NASA Set to Ram Distant Asteroid In Bid to Avoid Future Catastrophes on Earth
Collision 7 million miles from Earth could pave the way for a planetary defense program
On Monday evening, a robotic NASA spacecraft is programmed to ram itself into a distant asteroid at 14,000 miles per hour (25,500 kilometers per hour) in deep space to demonstrate the agency's future ability to defend Earth from hazardous space rocks.
It's a fast action scene straight out of a sci-fi movie: The spacecraft, named DART, will first spot an asteroid the size of a football stadium named Dimorphos as a single pixel in its camera. About an hour later, if all goes as planned, DART will smash into its target with enough force to nudge the big space rock ever so slightly off course. The scene will play out nearly 7 million miles from Earth.
To be clear: Dimorphos doesn't pose any threat to Earth, but the DART mission is the first physical test in space of one of NASA's primary tenets: planetary defense.
If DART can successfully push the asteroid off course, it could prove a viable defense strategy if scientists discover an asteroid headed toward Earth with enough size and heft to hit with potentially catastrophic consequences. Scientists have identified most of the gigantic asteroids that could wipe out the planet, and none of those known objects pose a threat. What they're worried about is the thousands of smaller asteroids similar in size to Dimorphos, flying in space near Earth that could one day cross its path. One of those colliding with Earth could cause devastation more powerful than any nuclear weapon ever tested on this planet.
“This would be regionally devastating over a populated area, a city, a state, or a country,” Nancy Chabot, the coordination lead for DART at the Johns Hopkins Applied Physics Laboratory, said. “So you might not be talking global extinction, but you still want to be able to prevent this if you could.” Astronomers believe they've only found less than half of the asteroids in that category circulating near Earth.
The DART spacecraft, built at Johns Hopkins University and launched in November of 2021, is tiny compared to Dimorphos. “You're talking about something the size of a golf cart running into something the size of a stadium,” Chabot said. “So you can see that this is all about a small nudge.”
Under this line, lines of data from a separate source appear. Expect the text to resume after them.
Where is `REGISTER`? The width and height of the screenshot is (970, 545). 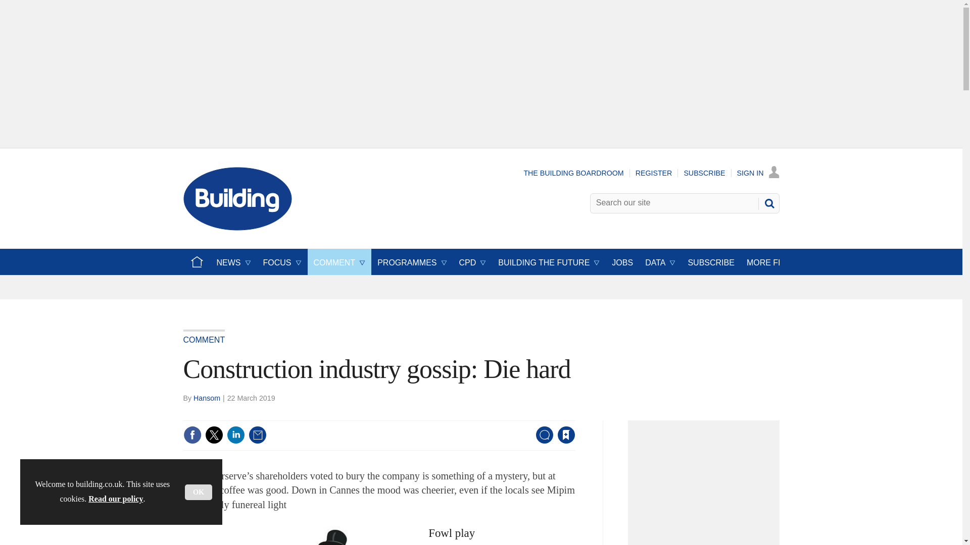
REGISTER is located at coordinates (654, 173).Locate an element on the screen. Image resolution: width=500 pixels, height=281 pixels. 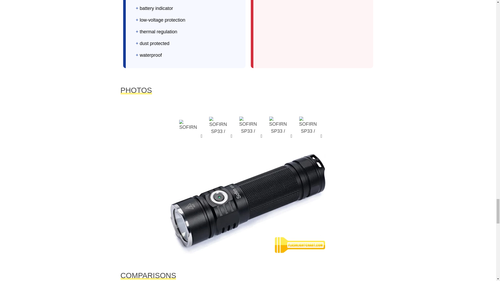
Click to view larger image is located at coordinates (278, 125).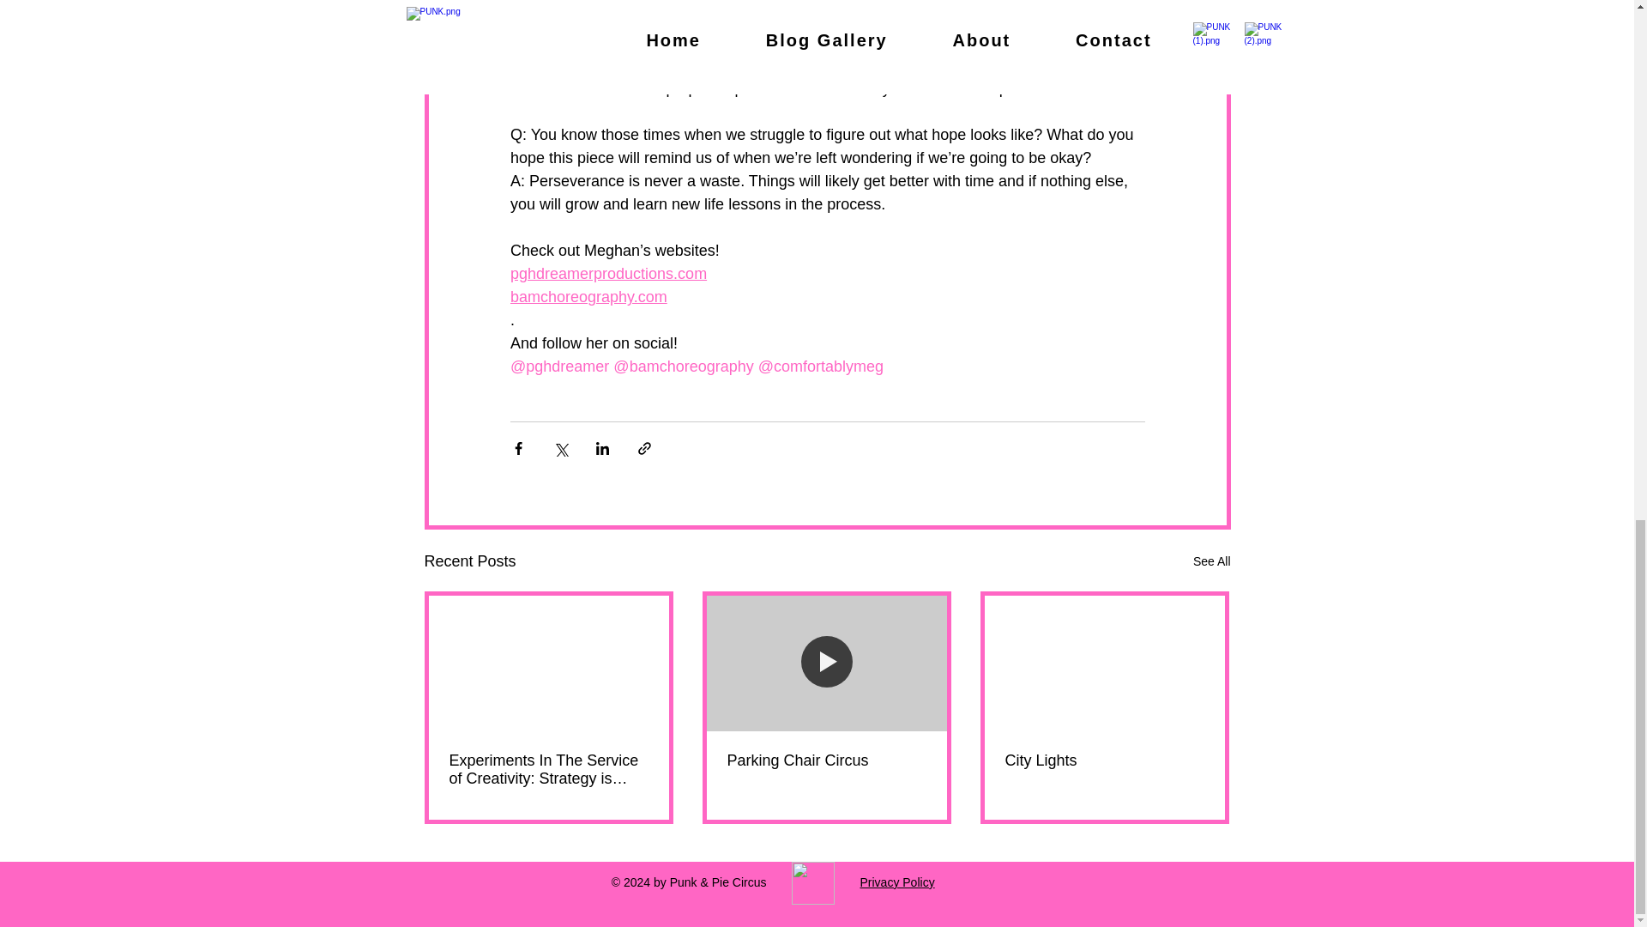  I want to click on Parking Chair Circus, so click(827, 760).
But NASA thinks that's all that will be needed to do the trick. That's because, over time and distance, the tiny change in trajectory will multiply many fold, enough to ensure the huge space rock would, were Earth in its path, whiz safely by.
Dimorphos, measuring about 525 feet (160 meters), is part of a two asteroid system, thus the DART name, which stands for Double Asteroid Redirection Test. It's a moonlet of a larger asteroid called Didymos, which is roughly 2,550 feet (780 meters) wide.
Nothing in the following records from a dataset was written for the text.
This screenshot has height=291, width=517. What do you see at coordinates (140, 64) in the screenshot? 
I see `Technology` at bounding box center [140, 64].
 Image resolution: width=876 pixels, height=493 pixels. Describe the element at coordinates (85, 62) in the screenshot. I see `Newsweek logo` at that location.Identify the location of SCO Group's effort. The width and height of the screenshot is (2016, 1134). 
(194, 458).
The two-asteroid system will help scientists measure the nudge DART gives Dimorphos. From Earth, they'll be able to calculate how Dimorphos' orbit around Didymos changes over time. Right now, the asteroid takes nearly 12 hours to complete one orbit, but it's possible DART could change that by several minutes.
As soon as DART's task is complete, astronomers using radar and optical telescopes will get to work observing the asteroids from Earth. NASA expects to figure out the results of the crash in a matter of days or perhaps weeks after the impact. “I would be really surprised if it took more than three weeks,” said Tom Statler, the program scientist for DART at NASA.
A future European mission, called HERA, will also launch in the next couple of years and meet up with the two asteroids to fully survey the system and how it's changed.
Researchers will also get an immediate glimpse of how DART's smash-up plays out, thanks to multiple cameras that will capture the show. The same onboard camera used to help navigate the vehicle through space and hone in on the asteroid will record the spacecraft's impact in near real-time, sending back images roughly once every second. A small cube-shaped craft deployed from DART and built by the Italian Space Agency will also capture the crash with two of its own cameras from a safe distance. NASA said it would share footage of the impact in the days after the collision.
DART is just testing one way in which NASA or another space agency could try to defend Earth from asteroids. Another method the agency said it may consider would involve sending a spacecraft to linger near a hazardous asteroid to use its gravity to tug on the space rock's path. A separate option could entail blasting engine thrusters at an asteroid for long periods to push it off its path.
“This demonstration will start to add tools to our toolbox of methods that could be used in the future,” Lindley Johnson, NASA's planetary defense officer, said. “And we need several of them because the circumstances that we might face could be quite different.”